Murder
Murder
Murder
299 to 304
HOMICIDE
• Universal malice: Intention to kill but without selecting any particular individual as the
victim. Section 300(4)
• Homicide Act 1957 of UK
• Intention only to hurt but not to kill; but to hurt by means of an act which the
prisoner/accused realised was likely to kill someone.
In UK
• Till 1957 the above definition was used. Now, the
Homicide Act, 1957 gives the following definition:
• “Where a person kills another in the course or
furtherance of some other offence, the killing shall
not amount to murder unless done with the same
malice aforethought, express or implied, as is
required for a killing to amount to murder when
not done in the course or furtherance of another
offence.”
Features of culpable/unlawful homicide:
• Intention and knowledge- There are 2 kinds of guilty mind in applying 299 and
300 of IPC. Intention: Design of doing an act. It’s a subjective
inquiry. Knowledge also forms part of intention for homicide. This
is easy to prove.
• the act by which the death is caused is done with the intention of
causing death, or
• if it is done with the intention of causing such bodily injury as the
offender knows to be likely to cause the death of the person to whom
the harm is caused, or
• if it is done with the intention of causing bodily injury to any person and
the bodily injury intended to be inflicted is sufficient in the ordinary
course of nature to cause death, or
• if a person committing the act knows that it is so imminently dangerous
that it must, in all probability, cause death or such bodily injury as is
likely to cause death, and commits such act without any excuse for
incurring the risk of causing death or such injury as aforesaid.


> **INSTRUCTIONS TO FOLLOW**
Starting with the first line of the data below, copy each line up to and including the one containing "Image is 867x463 pixels.". Pictures stay out.

*** RECORD EXTRACTS ***

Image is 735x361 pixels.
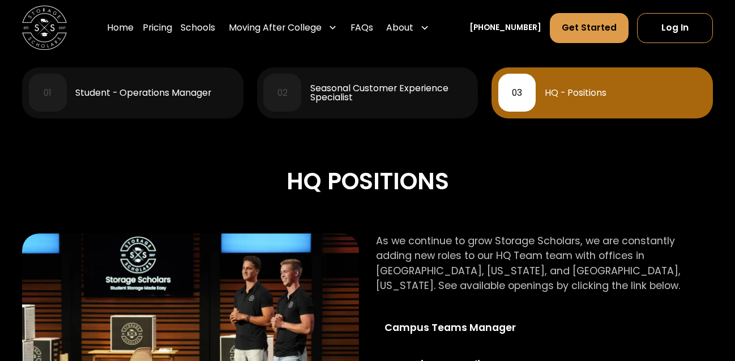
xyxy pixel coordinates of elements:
div: HQ Positions [22,163,713,199]
a: Home [107,12,134,44]
div: HQ - Positions [545,88,607,97]
div: Campus Teams Manager [385,320,545,335]
div: 02 [278,88,288,97]
div: Moving After College [229,21,322,35]
a: Get Started [550,13,628,43]
div: About [382,12,434,44]
a: Campus Teams Manager [376,311,554,344]
a: Schools [181,12,215,44]
a: FAQs [351,12,373,44]
div: Seasonal Customer Experience Specialist [310,84,472,101]
div: About [386,21,414,35]
div: Student - Operations Manager [75,88,211,97]
div: Moving After College [224,12,342,44]
a: Pricing [143,12,172,44]
a: Log In [637,13,713,43]
div: 03 [512,88,522,97]
a: [PHONE_NUMBER] [470,22,542,34]
p: As we continue to grow Storage Scholars, we are constantly adding new roles to our HQ Team team w... [376,233,713,293]
img: Storage Scholars main logo [22,6,67,50]
div: 01 [44,88,52,97]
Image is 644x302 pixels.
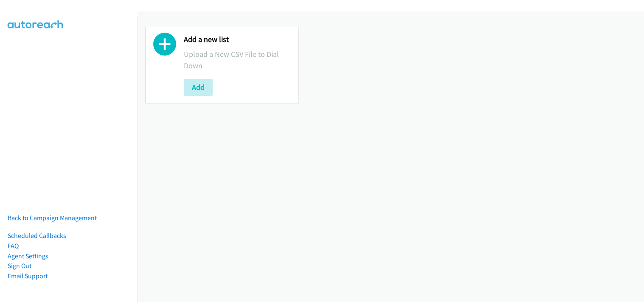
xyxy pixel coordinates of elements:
[620,117,644,184] iframe: Resource Center
[7,214,97,222] a: Back to Campaign Management
[7,242,19,250] a: FAQ
[7,232,66,240] a: Scheduled Callbacks
[7,262,31,270] a: Sign Out
[184,79,212,96] button: Add
[7,252,49,260] a: Agent Settings
[7,272,47,280] a: Email Support
[184,49,291,71] p: Upload a New CSV File to Dial Down
[184,35,291,45] h2: Add a new list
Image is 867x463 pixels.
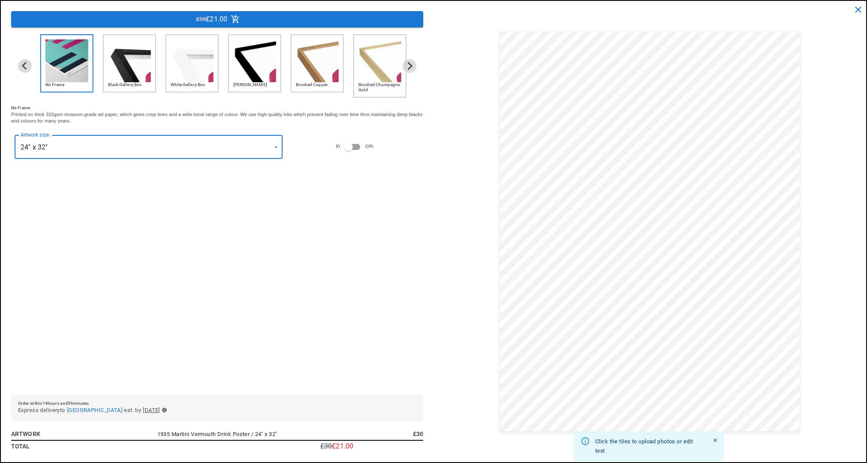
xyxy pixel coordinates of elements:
li: 3 of 6 [165,34,221,98]
button: close [849,1,867,18]
div: 24" x 32" [15,135,282,159]
li: 1 of 6 [40,34,96,98]
table: simple table [11,429,423,452]
span: est. by [124,406,141,415]
span: Express delivery to [18,406,65,415]
button: Previous slide [18,59,32,73]
p: Printed on thick 310gsm museum-grade art paper, which gives crisp lines and a wide tonal range of... [11,111,423,125]
h6: White Gallery Box [171,82,213,87]
span: cm [365,141,373,151]
h6: Black Gallery Box [108,82,151,87]
li: 5 of 6 [291,34,346,98]
div: Menu buttons [11,11,423,27]
h6: £30 [320,430,423,439]
button: Close [710,436,720,446]
label: Artwork size [21,131,49,138]
li: 2 of 6 [103,34,159,98]
span: Click the tiles to upload photos or edit text [595,439,693,454]
button: £30£21.00 [11,11,423,27]
h6: [PERSON_NAME] [233,82,276,87]
span: £30 [196,15,206,24]
span: [DATE] [143,406,160,415]
div: Frame Option [11,34,423,98]
span: [GEOGRAPHIC_DATA] [67,407,122,414]
h6: Brushed Copper [296,82,339,87]
h6: Artwork [11,430,114,439]
p: £21.00 [206,16,227,23]
li: 4 of 6 [228,34,284,98]
li: 6 of 6 [353,34,409,98]
span: 1935 Martini Vermouth Drink Poster / 24" x 32" [157,431,277,438]
h6: No Frame [11,105,423,111]
button: Next slide [402,59,416,73]
p: £30 [320,443,332,450]
h6: Brushed Champagne Gold [358,82,401,93]
p: £21.00 [332,443,353,450]
iframe: Chatra live chat [719,202,862,459]
h6: Total [11,442,114,451]
h6: No Frame [45,82,88,87]
h6: Order within 14 hours and 59 minutes [18,402,416,406]
span: in [336,141,340,151]
button: [GEOGRAPHIC_DATA] [67,406,122,415]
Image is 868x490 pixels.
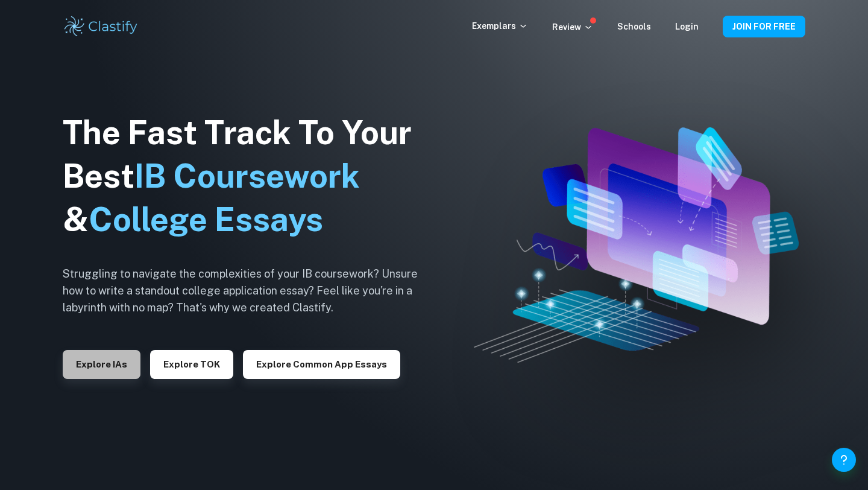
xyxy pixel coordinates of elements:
a: Login [675,21,698,32]
span: College Essays [89,200,323,238]
a: Explore IAs [62,358,140,369]
button: Explore TOK [150,350,233,379]
img: Clastify hero [474,128,798,362]
span: IB Coursework [134,157,360,195]
h6: Struggling to navigate the complexities of your IB coursework? Unsure how to write a standout col... [62,265,437,316]
a: Explore Common App essays [243,358,400,369]
h1: The Fast Track To Your Best & [62,111,437,241]
button: Help and Feedback [832,448,856,472]
a: Explore TOK [150,358,233,369]
p: Exemplars [472,19,528,33]
a: Schools [617,21,651,32]
p: Review [552,21,593,34]
img: Clastify logo [62,15,140,39]
button: Explore IAs [62,350,140,379]
button: JOIN FOR FREE [722,15,805,38]
button: Explore Common App essays [243,350,400,379]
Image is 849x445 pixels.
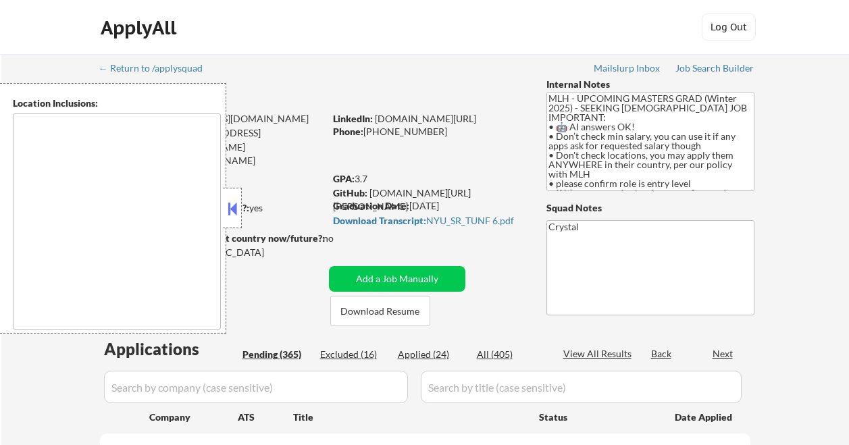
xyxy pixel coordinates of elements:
[101,16,180,39] div: ApplyAll
[13,97,221,110] div: Location Inclusions:
[675,411,734,424] div: Date Applied
[333,199,524,213] div: [DATE]
[594,63,661,76] a: Mailslurp Inbox
[323,232,361,245] div: no
[539,405,655,429] div: Status
[651,347,673,361] div: Back
[333,173,355,184] strong: GPA:
[320,348,388,361] div: Excluded (16)
[99,63,216,76] a: ← Return to /applysquad
[238,411,293,424] div: ATS
[333,113,373,124] strong: LinkedIn:
[333,215,426,226] strong: Download Transcript:
[702,14,756,41] button: Log Out
[293,411,526,424] div: Title
[333,187,368,199] strong: GitHub:
[243,348,310,361] div: Pending (365)
[333,200,409,211] strong: Graduation Date:
[330,296,430,326] button: Download Resume
[99,64,216,73] div: ← Return to /applysquad
[398,348,465,361] div: Applied (24)
[594,64,661,73] div: Mailslurp Inbox
[676,64,755,73] div: Job Search Builder
[421,371,742,403] input: Search by title (case sensitive)
[333,216,521,229] a: Download Transcript:NYU_SR_TUNF 6.pdf
[333,126,363,137] strong: Phone:
[547,201,755,215] div: Squad Notes
[547,78,755,91] div: Internal Notes
[104,371,408,403] input: Search by company (case sensitive)
[329,266,465,292] button: Add a Job Manually
[563,347,636,361] div: View All Results
[477,348,545,361] div: All (405)
[333,172,526,186] div: 3.7
[333,187,471,212] a: [DOMAIN_NAME][URL][PERSON_NAME]
[104,341,238,357] div: Applications
[333,125,524,138] div: [PHONE_NUMBER]
[333,216,521,226] div: NYU_SR_TUNF 6.pdf
[375,113,476,124] a: [DOMAIN_NAME][URL]
[149,411,238,424] div: Company
[713,347,734,361] div: Next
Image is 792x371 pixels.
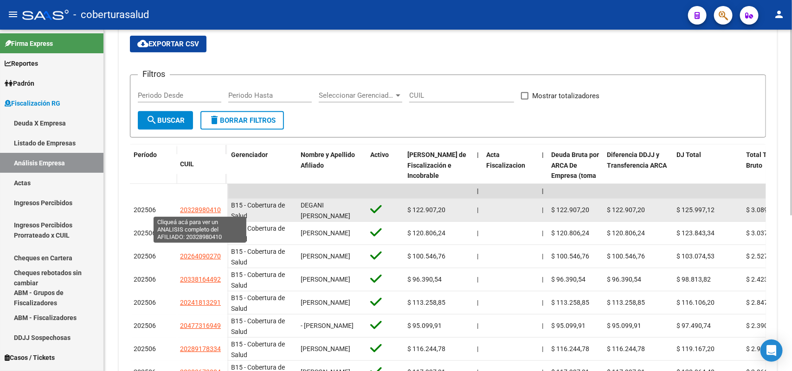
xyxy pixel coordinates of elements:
[407,151,466,180] span: [PERSON_NAME] de Fiscalización e Incobrable
[7,9,19,20] mat-icon: menu
[137,38,148,49] mat-icon: cloud_download
[676,151,701,159] span: DJ Total
[180,230,221,237] span: 20358463186
[746,322,776,330] span: $ 2.390,83
[319,91,394,100] span: Seleccionar Gerenciador
[200,111,284,130] button: Borrar Filtros
[403,145,473,207] datatable-header-cell: Deuda Bruta Neto de Fiscalización e Incobrable
[301,276,350,283] span: [PERSON_NAME]
[607,253,645,260] span: $ 100.546,76
[5,98,60,109] span: Fiscalización RG
[477,253,478,260] span: |
[473,145,482,207] datatable-header-cell: |
[146,115,157,126] mat-icon: search
[676,322,710,330] span: $ 97.490,74
[231,202,285,220] span: B15 - Cobertura de Salud
[547,145,603,207] datatable-header-cell: Deuda Bruta por ARCA De Empresa (toma en cuenta todos los afiliados)
[482,145,538,207] datatable-header-cell: Acta Fiscalizacion
[301,151,355,169] span: Nombre y Apellido Afiliado
[134,299,156,307] span: 202506
[603,145,672,207] datatable-header-cell: Diferencia DDJJ y Transferencia ARCA
[180,253,221,260] span: 20264090270
[607,346,645,353] span: $ 116.244,78
[607,206,645,214] span: $ 122.907,20
[231,151,268,159] span: Gerenciador
[138,68,170,81] h3: Filtros
[146,116,185,125] span: Buscar
[366,145,403,207] datatable-header-cell: Activo
[542,253,543,260] span: |
[477,151,479,159] span: |
[672,145,742,207] datatable-header-cell: DJ Total
[134,206,156,214] span: 202506
[5,58,38,69] span: Reportes
[301,230,350,237] span: [PERSON_NAME]
[477,299,478,307] span: |
[231,225,285,243] span: B15 - Cobertura de Salud
[5,78,34,89] span: Padrón
[180,322,221,330] span: 20477316949
[760,340,782,362] div: Open Intercom Messenger
[551,299,589,307] span: $ 113.258,85
[231,248,285,266] span: B15 - Cobertura de Salud
[551,276,585,283] span: $ 96.390,54
[227,145,297,207] datatable-header-cell: Gerenciador
[130,145,176,184] datatable-header-cell: Período
[407,206,445,214] span: $ 122.907,20
[5,38,53,49] span: Firma Express
[176,154,227,174] datatable-header-cell: CUIL
[231,271,285,289] span: B15 - Cobertura de Salud
[301,202,350,220] span: DEGANI [PERSON_NAME]
[477,206,478,214] span: |
[746,230,776,237] span: $ 3.037,10
[676,206,714,214] span: $ 125.997,12
[477,230,478,237] span: |
[231,341,285,359] span: B15 - Cobertura de Salud
[134,151,157,159] span: Período
[773,9,784,20] mat-icon: person
[607,230,645,237] span: $ 120.806,24
[301,299,350,307] span: [PERSON_NAME]
[407,276,442,283] span: $ 96.390,54
[746,299,776,307] span: $ 2.847,35
[297,145,366,207] datatable-header-cell: Nombre y Apellido Afiliado
[746,253,776,260] span: $ 2.527,77
[407,230,445,237] span: $ 120.806,24
[551,322,585,330] span: $ 95.099,91
[301,253,350,260] span: [PERSON_NAME]
[477,346,478,353] span: |
[486,151,525,169] span: Acta Fiscalizacion
[542,322,543,330] span: |
[407,346,445,353] span: $ 116.244,78
[134,346,156,353] span: 202506
[676,230,714,237] span: $ 123.843,34
[5,353,55,363] span: Casos / Tickets
[746,276,776,283] span: $ 2.423,28
[301,346,350,353] span: [PERSON_NAME]
[209,116,275,125] span: Borrar Filtros
[180,160,194,168] span: CUIL
[542,151,544,159] span: |
[301,322,353,330] span: - [PERSON_NAME]
[551,253,589,260] span: $ 100.546,76
[746,346,776,353] span: $ 2.922,42
[676,276,710,283] span: $ 98.813,82
[370,151,389,159] span: Activo
[538,145,547,207] datatable-header-cell: |
[607,299,645,307] span: $ 113.258,85
[551,230,589,237] span: $ 120.806,24
[137,40,199,48] span: Exportar CSV
[180,299,221,307] span: 20241813291
[407,322,442,330] span: $ 95.099,91
[542,299,543,307] span: |
[607,151,666,169] span: Diferencia DDJJ y Transferencia ARCA
[676,346,714,353] span: $ 119.167,20
[407,253,445,260] span: $ 100.546,76
[180,276,221,283] span: 20338164492
[134,253,156,260] span: 202506
[231,294,285,313] span: B15 - Cobertura de Salud
[551,346,589,353] span: $ 116.244,78
[477,276,478,283] span: |
[551,206,589,214] span: $ 122.907,20
[607,322,641,330] span: $ 95.099,91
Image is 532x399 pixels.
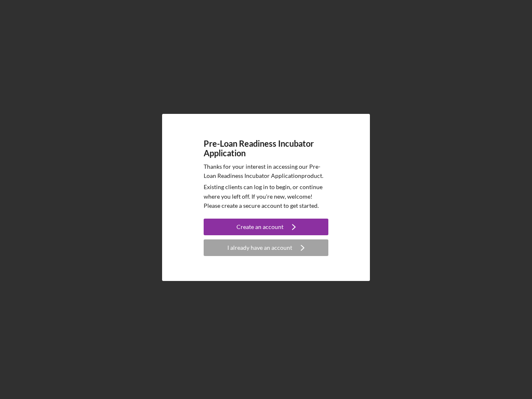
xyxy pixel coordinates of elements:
a: Create an account [204,219,328,238]
div: I already have an account [227,240,292,256]
div: Create an account [237,219,284,236]
button: I already have an account [204,240,328,256]
p: Existing clients can log in to begin, or continue where you left off. If you're new, welcome! Ple... [204,182,328,210]
p: Thanks for your interest in accessing our Pre-Loan Readiness Incubator Application product. [204,162,328,181]
button: Create an account [204,219,328,236]
h4: Pre-Loan Readiness Incubator Application [204,139,328,158]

*** End of RECORD EXTRACTS ***

> **RESULT FOR THIS EXERCISE**
Image is 735x361 pixels.
xyxy pixel coordinates of elements:
div: HQ Positions [22,163,713,199]
a: Home [107,12,134,44]
div: HQ - Positions [545,88,607,97]
div: Campus Teams Manager [385,320,545,335]
div: 02 [278,88,288,97]
div: Moving After College [229,21,322,35]
a: Get Started [550,13,628,43]
div: About [382,12,434,44]
a: Campus Teams Manager [376,311,554,344]
a: Schools [181,12,215,44]
a: FAQs [351,12,373,44]
div: Seasonal Customer Experience Specialist [310,84,472,101]
div: About [386,21,414,35]
div: Student - Operations Manager [75,88,211,97]
div: Moving After College [224,12,342,44]
a: Pricing [143,12,172,44]
a: Log In [637,13,713,43]
div: 03 [512,88,522,97]
a: [PHONE_NUMBER] [470,22,542,34]
p: As we continue to grow Storage Scholars, we are constantly adding new roles to our HQ Team team w... [376,233,713,293]
img: Storage Scholars main logo [22,6,67,50]
div: 01 [44,88,52,97]
Image is 644x302 pixels.
xyxy pixel coordinates of elements:
[620,117,644,184] iframe: Resource Center
[7,214,97,222] a: Back to Campaign Management
[7,242,19,250] a: FAQ
[7,232,66,240] a: Scheduled Callbacks
[7,262,31,270] a: Sign Out
[184,79,212,96] button: Add
[7,252,49,260] a: Agent Settings
[7,272,47,280] a: Email Support
[184,49,291,71] p: Upload a New CSV File to Dial Down
[184,35,291,45] h2: Add a new list
Image is 867x463 pixels.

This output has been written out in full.